Gorak's jaw clenched as he recalled the sight, his grip tightening on the jagged piece of metal in his hand. He could still hear the cries of the survivors, their hollow eyes staring up at him as if he could somehow fix what had been done.
But that wasn't the worst of it. No, the real horror came when they tracked the raiders back to their camp. It was supposed to be a simple ambush, a swift strike to end their reign of terror. But they had walked straight into a trap.
They had underestimated their enemy. The raiders weren't just a band of thieves—they were an organized force, a group of mercenaries hired by a rival kingdom to sow chaos along the border. Gorak and his men were outnumbered, surrounded, and slaughtered like animals.
He should have died that day. Maybe it would've been better if he had. But instead, they captured him, bound him in chains, and marched him south, away from his homeland, away from the north and everything he had ever known.
That was the first time Gorak learned what it meant to be truly helpless. To have your fate ripped from your hands, your choices stripped away until you were nothing but a slave, a prisoner of war. They sold him to the highest bidder, and that's how he ended up here, digging in the dirt for a kingdom that wasn't his own, serving a king he had never sworn loyalty to.
The overseers called him a traitor, a deserter. They beat him when he didn't move fast enough, starved him when they felt like it. But no matter how many times they broke him, they could never take away the fire in his chest.
Because Gorak had one thing that kept him alive, one thing that kept him fighting, even when it felt like everything was lost: her.
Mira.
He could still picture her, standing at the gates of their village, her long dark hair flowing in the wind, her smile as bright as the sun. She was the reason he fought, the reason he endured the pain, the hunger, the endless beatings. She was the reason he hadn't given up.
They had married young, barely eighteen, but they had known from the moment they met that they were meant to be together. Mira was everything to him—his anchor, his light in the dark. And when the war came, when duty called him to fight for his kingdom, she was the one who told him to go, who told him she would wait for him no matter how long it took.

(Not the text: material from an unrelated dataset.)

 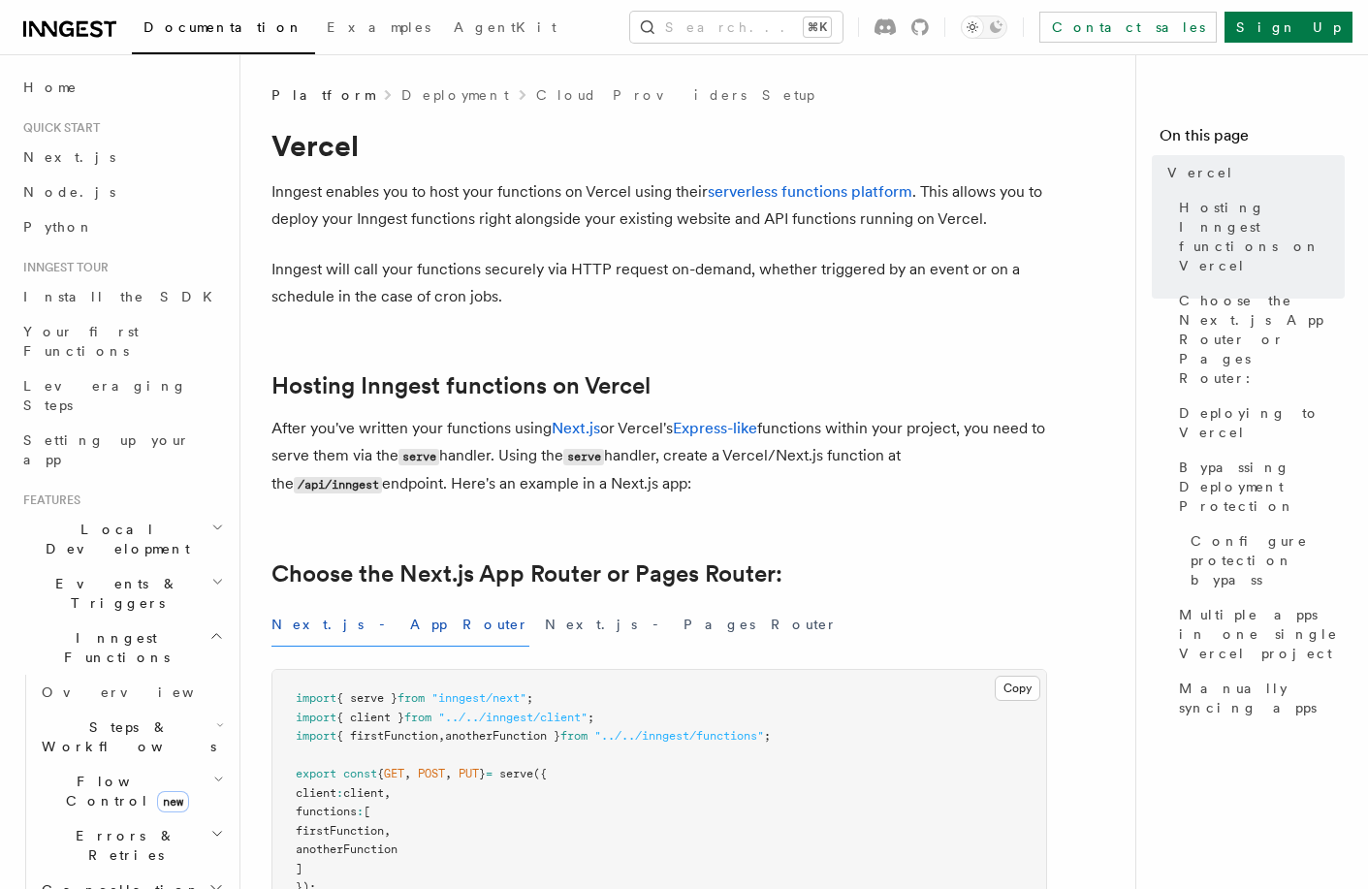 I want to click on button: Errors & Retries, so click(x=131, y=845).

Gorak clenched his fists, his heart heavy with the weight of that promise. He hadn't seen her in years, hadn't even heard news of the north since the day he was taken. But he held onto the hope that she was still alive, that somehow, someday, he would find her again.
That hope was the only thing keeping him from falling apart completely. It was fragile, hanging by a thread, but it was there. And until that thread snapped, he would keep fighting. For her.

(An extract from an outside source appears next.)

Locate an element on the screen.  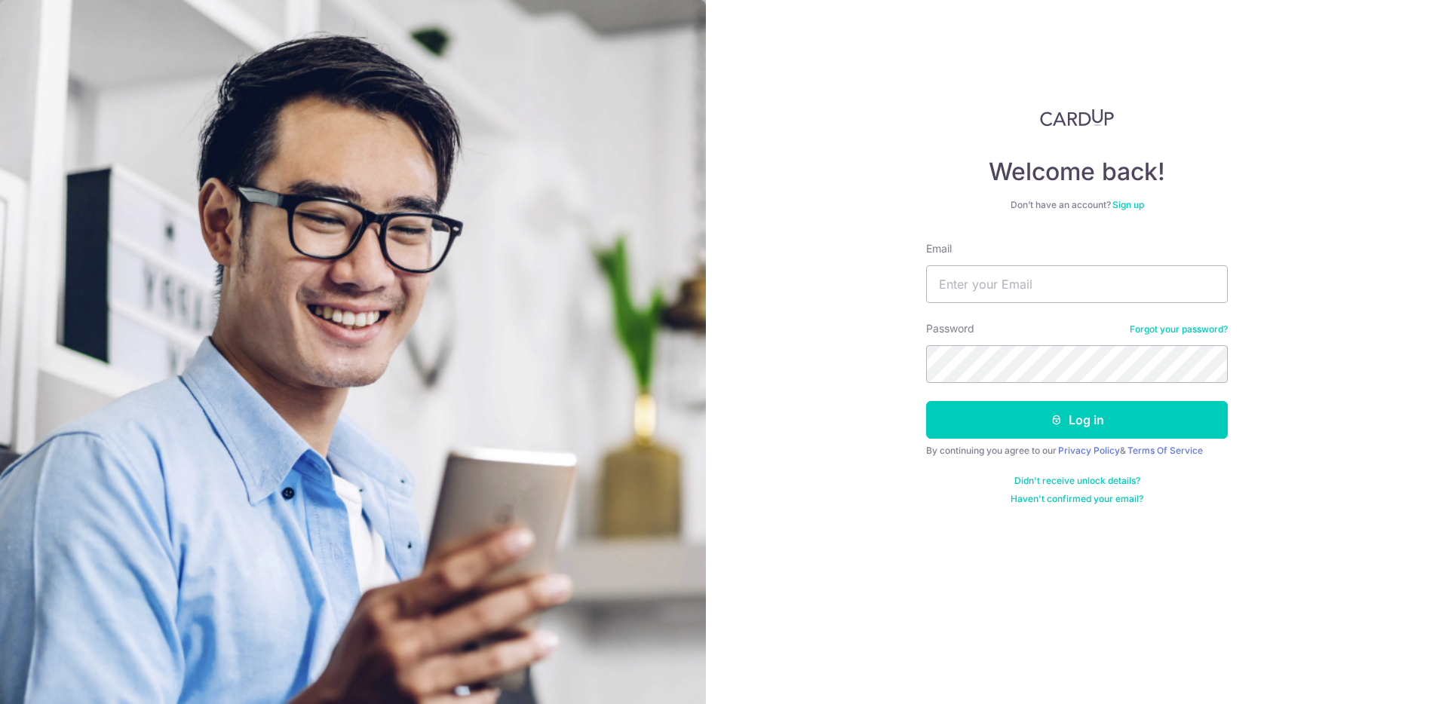
a: Terms Of Service is located at coordinates (1165, 450).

But even hope had its limits. There were days when the darkness threatened to swallow him whole, when he wondered if she had moved on, if she had found someone else, someone who wasn't trapped in a life of misery and chains. He wouldn't blame her if she had. What kind of life could he offer her now? He was no longer the man she had married. He was a shadow of that man, beaten and broken.
The sound of chains rattling snapped him out of his thoughts, pulling him back to the present. The barracks were still, save for the occasional groan or cough from the other slaves. Gorak glanced around, his eyes catching sight of Leon, who was tending to the wounded in the dim light of the moon.

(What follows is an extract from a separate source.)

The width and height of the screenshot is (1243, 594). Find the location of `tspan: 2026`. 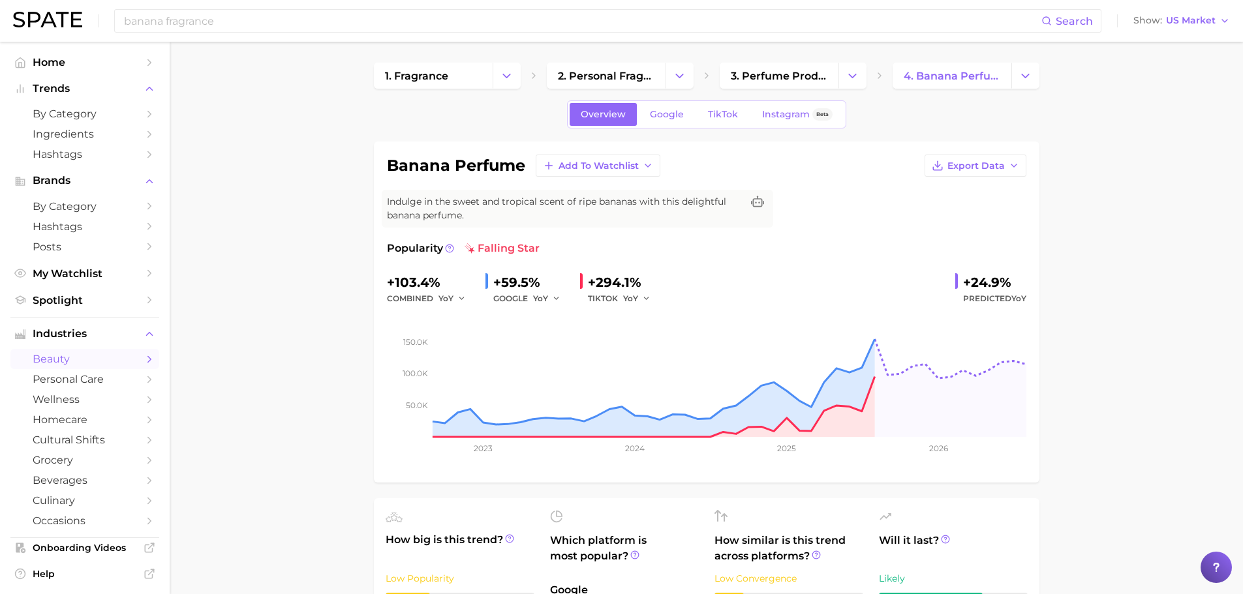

Leon had been different from the others from the moment he arrived. There was something in his eyes, a hardness, a fire that reminded Gorak of himself. He moved with purpose, like a man who had seen death and come back from it.
Gorak didn't know where Leon came from or what his story was, but he knew one thing for certain: Leon wasn't just another slave. He was a fighter, a survivor. And Gorak respected that.
He watched as Leon knelt beside one of the injured men, cleaning his wounds with the makeshift supplies he had gathered. The man groaned in pain, but Leon didn't flinch. He worked with precision, his hands steady, his face emotionless.
Gorak sighed, running a hand through his matted hair. The silence pressed down on him like a weight, heavy and suffocating. He needed to keep moving, needed to keep his mind from wandering too far into the past. Because once it started, it was hard to stop.
He couldn't let himself drown in those memories, no matter how much they clawed at him. He had to stay focused, had to keep that sliver of hope alive.
For Mira. For the life he had lost. For the man he used to be.